Senator · D-IL
The bill aims to reduce firearm injuries and illegal access by creating national licensing, reporting, and enforcement systems that improve tracing and prevention, but it does so at the cost of new privacy risks, recurring compliance costs, expanded criminal penalties, and potential federal-state legal conflicts.
Communities — especially children, teens, and other bystanders — would face reduced access to prohibited persons and fewer accidental or unauthorized shootings because the bill requires licensing, background checks, safe-storage rules, and strengthens penalties for illicit transfers.
Law enforcement and prosecutors would be able to trace crime guns faster and more reliably because the bill creates a federal record-of-sale system and standardizes transfer reporting across states.
State governments can implement certified licensing and record systems that interoperate with a federal backstop, preserving state flexibility while enabling coordinated federal-state licensing and reporting.
Gun owners and transferees would face new licensing, fingerprint/biometric and disposition-record requirements that function like registration and raise significant privacy, recordkeeping, and retention concerns (and could force surrender during disputes).
Licensed dealers, small businesses, state agencies, and buyers — including rural hunters and recreational users — would face recurring compliance costs, administrative burdens, and potential price or access impacts from required reporting, routing private transfers through dealers, and certification demands.
The Act expands federal criminal exposure, inspection and enforcement powers (including up to 10-year penalties and compelled inspections), increasing risk of prosecution, business disruption, and severe consequences for mistaken or disputed transfers.
Based on analysis of 11 sections of legislative text.
Requires federal or certified State licensing to possess many handguns and semiautomatic rifles, mandates dealer transfer reporting into a federal record system, and creates new penalties and child-access rules.
Official title: Provide for the implementation of a system of licensing for purchasers of certain firearms and for a record of sale system for those firearms, and for other purposes.
Introduced June 24, 2026 by Tammy Duckworth · Last progress June 24, 2026
Creates a federal licensing, transfer‑verification, and recordkeeping regime for handguns and semiautomatic rifles that accept detachable magazines ("qualifying firearms"). The bill requires individuals who are not licensed dealers/importers/manufacturers to hold either a federal firearm owner license or a certified State firearm license to possess qualifying firearms, requires dealers to report transfers into a federal record-of-sale system, establishes criminal penalties and civil enforcement tools, and directs the Attorney General to run a firearm injury data clearinghouse and certify State licensing/record systems. The law also bans many private unlicensed transfers without dealer involvement, adds child‑access prevention rules, permits inspections and injunctions by the Department of Justice, and sets staged effective dates (most provisions take effect one year after enactment, some transfer rules earlier). Exemptions are provided for law enforcement, active military, certain supervised minors, hunters, and other limited circumstances; state laws imposing stricter rules remain effective where not inconsistent with the federal standard.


* [TASK]:
Go over the data and keep only the lines that include "List".
#####
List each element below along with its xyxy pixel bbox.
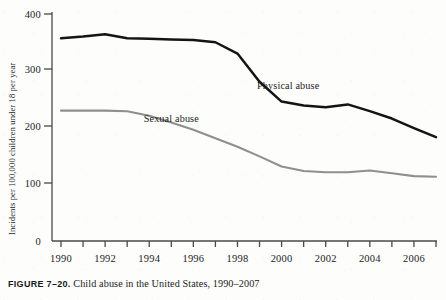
figure-container: Incidents per 100,000 children under 18 … <box>0 0 446 300</box>
y-tick-label: 100 <box>25 178 41 189</box>
x-tick-label: 2006 <box>403 253 425 264</box>
y-axis-title: Incidents per 100,000 children under 18 … <box>7 63 17 235</box>
figure-caption-text: Child abuse in the United States, 1990–2… <box>71 278 260 289</box>
x-tick-label: 2004 <box>359 253 381 264</box>
x-tick-label: 1990 <box>50 253 72 264</box>
x-axis-ticks <box>61 241 436 247</box>
x-tick-label: 1998 <box>227 253 249 264</box>
y-tick-label: 400 <box>25 9 41 20</box>
series-annotations: Physical abuseSexual abuse <box>144 80 320 125</box>
series-line <box>61 34 436 137</box>
series-annotation: Physical abuse <box>257 80 320 91</box>
x-tick-label: 2002 <box>315 253 337 264</box>
figure-caption: FIGURE 7–20. Child abuse in the United S… <box>8 278 438 289</box>
series-annotation: Sexual abuse <box>144 113 200 124</box>
x-tick-label: 1992 <box>94 253 116 264</box>
y-tick-label: 200 <box>25 121 41 132</box>
series-group <box>61 34 436 176</box>
x-tick-label: 1994 <box>138 253 160 264</box>
y-tick-label: 0 <box>36 236 41 247</box>
y-axis-tick-labels: 400 300 200 100 0 <box>25 9 41 247</box>
y-tick-label: 300 <box>25 64 41 75</box>
line-chart: Incidents per 100,000 children under 18 … <box>0 0 446 270</box>
x-tick-label: 1996 <box>182 253 204 264</box>
x-tick-label: 2000 <box>271 253 293 264</box>
x-axis-tick-labels: 199019921994199619982000200220042006 <box>50 253 425 264</box>
figure-number: FIGURE 7–20. <box>8 279 71 289</box>
y-axis-ticks <box>44 14 52 183</box>
series-line <box>61 111 436 177</box>
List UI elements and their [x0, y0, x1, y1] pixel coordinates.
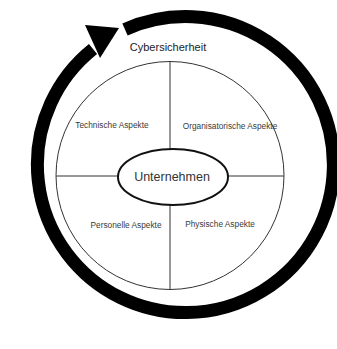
outer-label: Cybersicherheit [130, 42, 206, 53]
quadrant-label-organizational: Organisatorische Aspekte [183, 122, 278, 130]
center-label: Unternehmen [134, 171, 210, 184]
quadrant-label-technical: Technische Aspekte [75, 121, 148, 129]
quadrant-label-personnel: Personelle Aspekte [90, 221, 161, 229]
quadrant-label-physical: Physische Aspekte [185, 220, 255, 228]
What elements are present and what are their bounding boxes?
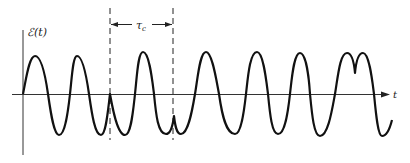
arrow-left-icon [111,22,118,27]
arrow-right-icon [165,22,172,27]
x-axis-arrow-icon [381,92,390,98]
y-axis-label: ℰ(t) [27,26,47,39]
coherence-time-marker: τc [111,19,172,33]
field-diagram: τc ℰ(t) t [0,0,410,163]
x-axis-label: t [393,89,398,100]
interval-label: τc [136,19,146,33]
#####
* [FINISHED EXERCISE]:
List each element below along with its xyxy pixel bbox.
List UI elements and their [x0, y0, x1, y1] pixel coordinates.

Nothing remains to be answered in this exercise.